When Artists Take To The Sea, All The World’s A Canvas

Courtney M. Leonard, who is a member of the Shinnecock Nation, has long been exploring those fraught relationships — between native and non-native people, between native people and their traditional hunting practices, and between all people and the natural balance of the world.
Ms. Leonard’s contribution to Radical Seafaring is “Breach #2,” an assemblage of glazed ceramic whale teeth on a pallet, as if awaiting shipping.
She began working on that theme after a whale washed up in front of Calvin Klein’s property next door to the Shinnecock Indian Nation, where members of the tribe weren’t able to harvest it.

The Shinnecocks, whose name means “People of the Stony Shore,” had taught the colonists how to whale when they first arrived on the South Fork.
Another of her pieces is a series of clay baskets, like the baskets traditionally used by the Shinnecocks to collect fish. She designed the baskets, which would be destroyed if they were to be used used, after the massive fish kill in the Peconic River last year.
“Can a culture sustain itself when it no longer has access to the things that make it a culture?” she asked at Tideland Sessions. “That’s what my work explores.”
Members of the art and boatbuilding collective Mare Liberum, based in Gowanus, Brooklyn, spent the day at Tideland Sessions teaching everyone how to build a scale replica of a long skinny work boat known as a “punt,” perhaps a derivation of the Latin word for bridge, “pons.”
Dylan Gauthier, one of the collective’s founders, said the boats they build are designed to be as much at home in a polluted river as on a museum wall.
The group, which publishes broadsheet plans for boats that can be built from reclaimed materials, has held flotillas throughout New York raising attention for issues ranging from the condition of the Gowanus Canal (which is a federally listed Superfund site) to a partnership with climate change advocacy group 350.org.
Mary Mattingly’s floating autonomously powered WetLand, a living quarters, farm and chicken coop, will be coming to Sag Harbor’s Long Wharf on June 6 as part of the exhibition.
Ms. Mattingly was raised in a town in northern Connecticut where no one could drink the water because it was toxic, and she said at Tideland Sessions that her childhood experience with lack of water has led to much of her work on the water.
She’s currently working on a project called “Swale,” a permaculture food forest on a barge that will circle New York City.
The project is designed to call attention to the fact that it’s illegal to grow food for the public in public spaces in New York City.
“I see water as a human right and a social space,” she said.
Ms. Grover said she has always found the social aspects of the sea impressive. While city dwellers hustle down the streets avoiding eye contact and ignoring cries for help, she said, mariners are required to answer calls for distress, and they do it with gusto.
“It’s a different code of conduct,” she said. “Mariners come to the aid of other mariners.”

If there’s one set of visual stimulus that I come back to over and over after weeks absorbing this dizzying array of works, it’s Simon Starling’s “Autoxylopyrocycloboros,” a slide series of two men cutting apart a steam-driven boat named Dignity in the middle of a Scottish loch.
I don’t know if it’s the metaphor for the folly of human consumption or the strangeness of the choice of steam propulsion or the meditation on the meaning of the word “Dignity” that fascinates me the most.
It could be just my lifelong fear of the unknowns that lie at the bottom of these misty Scottish lakes, of whispers of monsters at the edge of the horizon of blurry photographs, juxtaposed against the minute details of two men cutting apart the means of their survival.
I do know that I need to see Autoxylopyrocycloboros again.
Radical Seafaring continues at The Parrish Art Museum through July 24. You can find more information about visiting the museum online here.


▸ **AIM OF THE TASK**
Restate every record exactly as it is written, while omitting the pictures it holds.

Figure collection entries
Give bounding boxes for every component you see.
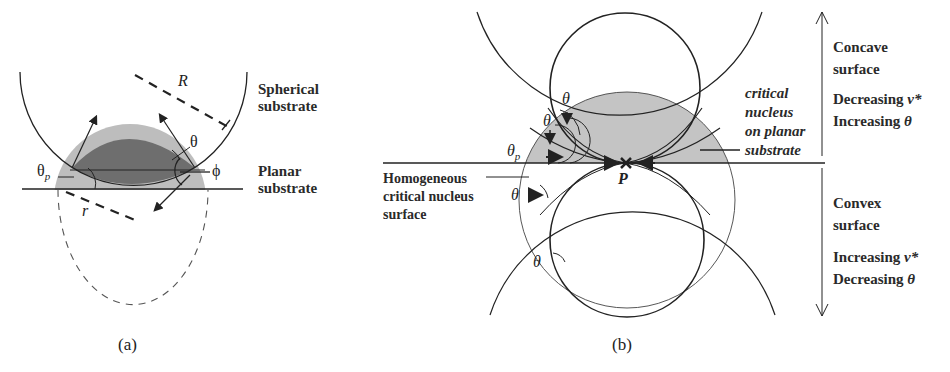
label-theta-low: θ <box>511 186 519 204</box>
label-R: R <box>178 72 188 90</box>
label-phi: ϕ <box>212 162 220 180</box>
convex-line1: Convex <box>833 192 881 214</box>
concave-trend-label: Decreasing v* Increasing θ <box>833 88 921 132</box>
concave-line2: surface <box>833 58 888 80</box>
label-P: P <box>618 170 628 188</box>
label-theta-p-b: θp <box>507 142 520 162</box>
label-theta-a: θ <box>190 133 198 151</box>
panel-a-figure <box>20 72 247 305</box>
convex-trend-label: Increasing v* Decreasing θ <box>833 246 918 290</box>
label-r: r <box>82 202 88 220</box>
caption-b: (b) <box>612 335 632 355</box>
concave-surface-label: Concave surface <box>833 36 888 80</box>
spherical-line1: Spherical <box>258 81 319 98</box>
convex-surface-label: Convex surface <box>833 192 881 236</box>
panel-b-figure <box>383 12 828 317</box>
spherical-substrate-label: Spherical substrate <box>258 81 319 115</box>
label-theta-p-a: θp <box>37 162 50 182</box>
label-theta-bottom: θ <box>533 253 541 271</box>
dashed-circle <box>58 190 208 305</box>
label-theta-mid: θ <box>543 112 551 130</box>
convex-line2: surface <box>833 214 881 236</box>
critical-nucleus-cap <box>519 92 735 308</box>
radius-r-dashed <box>66 192 135 220</box>
diagram-canvas <box>0 0 950 372</box>
caption-a: (a) <box>118 335 137 355</box>
planar-substrate-label: Planar substrate <box>258 163 317 197</box>
concave-line1: Concave <box>833 36 888 58</box>
planar-line2: substrate <box>258 180 317 197</box>
planar-line1: Planar <box>258 163 317 180</box>
label-theta-top: θ <box>562 90 570 108</box>
critical-nucleus-label: critical nucleus on planar substrate <box>745 84 805 160</box>
spherical-line2: substrate <box>258 98 319 115</box>
homogeneous-label: Homogeneous critical nucleus surface <box>383 170 474 224</box>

▸ **RESULT BELOW**
Give bounding boxes for every component you see.
label-theta-low: θ <box>511 186 519 204</box>
label-R: R <box>178 72 188 90</box>
label-phi: ϕ <box>212 162 220 180</box>
convex-line1: Convex <box>833 192 881 214</box>
concave-trend-label: Decreasing v* Increasing θ <box>833 88 921 132</box>
concave-line2: surface <box>833 58 888 80</box>
label-P: P <box>618 170 628 188</box>
label-theta-p-b: θp <box>507 142 520 162</box>
label-theta-a: θ <box>190 133 198 151</box>
panel-a-figure <box>20 72 247 305</box>
convex-trend-label: Increasing v* Decreasing θ <box>833 246 918 290</box>
label-r: r <box>82 202 88 220</box>
caption-b: (b) <box>612 335 632 355</box>
concave-surface-label: Concave surface <box>833 36 888 80</box>
spherical-line1: Spherical <box>258 81 319 98</box>
convex-surface-label: Convex surface <box>833 192 881 236</box>
panel-b-figure <box>383 12 828 317</box>
spherical-substrate-label: Spherical substrate <box>258 81 319 115</box>
label-theta-p-a: θp <box>37 162 50 182</box>
label-theta-bottom: θ <box>533 253 541 271</box>
dashed-circle <box>58 190 208 305</box>
label-theta-mid: θ <box>543 112 551 130</box>
convex-line2: surface <box>833 214 881 236</box>
critical-nucleus-cap <box>519 92 735 308</box>
radius-r-dashed <box>66 192 135 220</box>
diagram-canvas <box>0 0 950 372</box>
caption-a: (a) <box>118 335 137 355</box>
planar-substrate-label: Planar substrate <box>258 163 317 197</box>
concave-line1: Concave <box>833 36 888 58</box>
planar-line2: substrate <box>258 180 317 197</box>
planar-line1: Planar <box>258 163 317 180</box>
label-theta-top: θ <box>562 90 570 108</box>
critical-nucleus-label: critical nucleus on planar substrate <box>745 84 805 160</box>
spherical-line2: substrate <box>258 98 319 115</box>
homogeneous-label: Homogeneous critical nucleus surface <box>383 170 474 224</box>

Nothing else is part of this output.